Brazen Hyderabad jailbreak plan halted by intelligence agents with arrest of 97 “hardcore terrorists”, military says.
by Al JazeeraPakistani intelligence agents arrested 97 insurgents, including three commanders, who planned a prison break aimed at freeing the killer of US journalist Daniel Pearl.
Army spokesman Lieutenant General Asim Saleem Bajwa said in a conference in Karachi on Friday that three armed groups – al-Qaeda, Lashkar-e-Jhangvi, and Tehreek-e-Taliban Pakistan (TTP) – were working together on the plot to free British-born Ahmed Omar Saeed Sheikh, currently on death row for the 2002 murder of Pearl.
“A deputy leader of al-Qaeda in the Subcontinent named Mussanah was mastermind of the plan and was arranging all the finances while he was aided by the deputy chief of Lashkar-e-Jhangvi, Naeem Bukhari,” Bajwa said.
“These arrests were made over a period of time, starting from the first arrest made a few months ago.”
The suspects had been involved in several major attacks in the southern port city of Karachi and elsewhere, and planned to killed 35-40 hostages and break about 100 inmates out of a prison, he added.
Defense and security analyst Talat Masood told Al Jazeera that freeing “their companions” from jail was only to prove their power.
“Pakistan army is doing their best to eliminate terrorism and these arrests are one of their big achievements,” he said.
“However, arresting militants and busting their attacks is not the only solution to eradicate terrorism in the country. Pakistan needs to work on cross-border relationships, especially with Afghanistan, which will help them track terrorists very easily,” said Masood.
Pearl’s death
Pearl, 38, was the South Asia bureau chief for The Wall Street Journal when he was abducted and beheaded in Karachi in 2002, while researching a story about Islamist fighters.
A graphic video showing Pearl’s decapitation was delivered to the US consulate in the city nearly a month later.
British-born Sheikh was arrested in 2002 and sentenced to death by an anti-terrorism court, while three other co-accused received life imprisonment.
In January 2011, a report released by the Pearl Project at Georgetown University in the US following an investigation into his death made chilling revelations when it claimed the wrong men were convicted for Pearl’s murder.
The investigation – led by Pearl’s friend and former Wall Street Journal colleague Asra Nomani and a Georgetown University professor – claimed the reporter was murdered by Khalid Sheikh Mohammad, the alleged mastermind behind the September 11, 2001 attacks, not Sheikh.
Mohammed was arrested in Pakistan in 2003 and is being held in Guantanamo Bay.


**Exercise brief**: Wherever the string "JSON" occurs in a line of these records, report that line.

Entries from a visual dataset
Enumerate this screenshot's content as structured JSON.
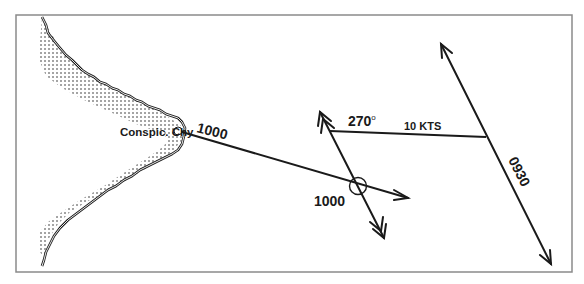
{
  "diagram": {
    "type": "navigation-chart-plot",
    "colors": {
      "ink": "#1a1a1a",
      "border": "#8a8a8a",
      "background": "#ffffff"
    },
    "landmark": {
      "label": "Conspic. Chy"
    },
    "bearing_line": {
      "time_label": "1000"
    },
    "fix": {
      "time_label": "1000"
    },
    "tide_vector": {
      "direction_label": "270",
      "degree_symbol": "o",
      "speed_label": "10 KTS"
    },
    "earlier_position_line": {
      "time_label": "0930"
    }
  }
}
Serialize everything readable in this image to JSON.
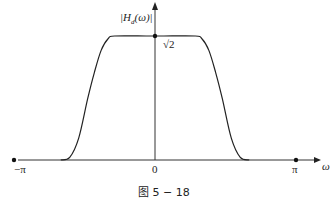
{
  "chart_data": {
    "type": "line",
    "title": "",
    "caption": "图 5 − 18",
    "xlabel": "ω",
    "ylabel": "|H_d(ω)|",
    "x_ticks": [
      {
        "value": -3.14159,
        "label": "−π"
      },
      {
        "value": 0,
        "label": "0"
      },
      {
        "value": 3.14159,
        "label": "π"
      }
    ],
    "y_ticks": [
      {
        "value": 1.41421,
        "label": "√2"
      }
    ],
    "xlim": [
      -3.6,
      3.6
    ],
    "ylim": [
      0,
      1.75
    ],
    "series": [
      {
        "name": "|H_d(ω)|",
        "x": [
          -2.1,
          -1.9,
          -1.7,
          -1.5,
          -1.35,
          -1.2,
          -1.05,
          -0.9,
          -0.2,
          0,
          0.2,
          0.9,
          1.05,
          1.2,
          1.35,
          1.5,
          1.7,
          1.9,
          2.1
        ],
        "y": [
          0,
          0.03,
          0.25,
          0.7,
          1.0,
          1.25,
          1.38,
          1.41421,
          1.41421,
          1.41421,
          1.41421,
          1.41421,
          1.38,
          1.25,
          1.0,
          0.7,
          0.25,
          0.03,
          0
        ]
      }
    ],
    "markers": [
      {
        "x": -3.14159,
        "y": 0
      },
      {
        "x": 3.14159,
        "y": 0
      },
      {
        "x": 0,
        "y": 1.41421
      }
    ],
    "grid": false,
    "legend": "none"
  },
  "labels": {
    "y_axis": "|H",
    "y_axis_sub": "d",
    "y_axis_tail": "(ω)|",
    "sqrt2": "√2",
    "origin": "0",
    "neg_pi": "−π",
    "pi": "π",
    "omega": "ω",
    "caption": "图 5 − 18"
  }
}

**Exercise output**:
Enumerate this screenshot's content as structured JSON.
Serialize everything readable in this image to JSON.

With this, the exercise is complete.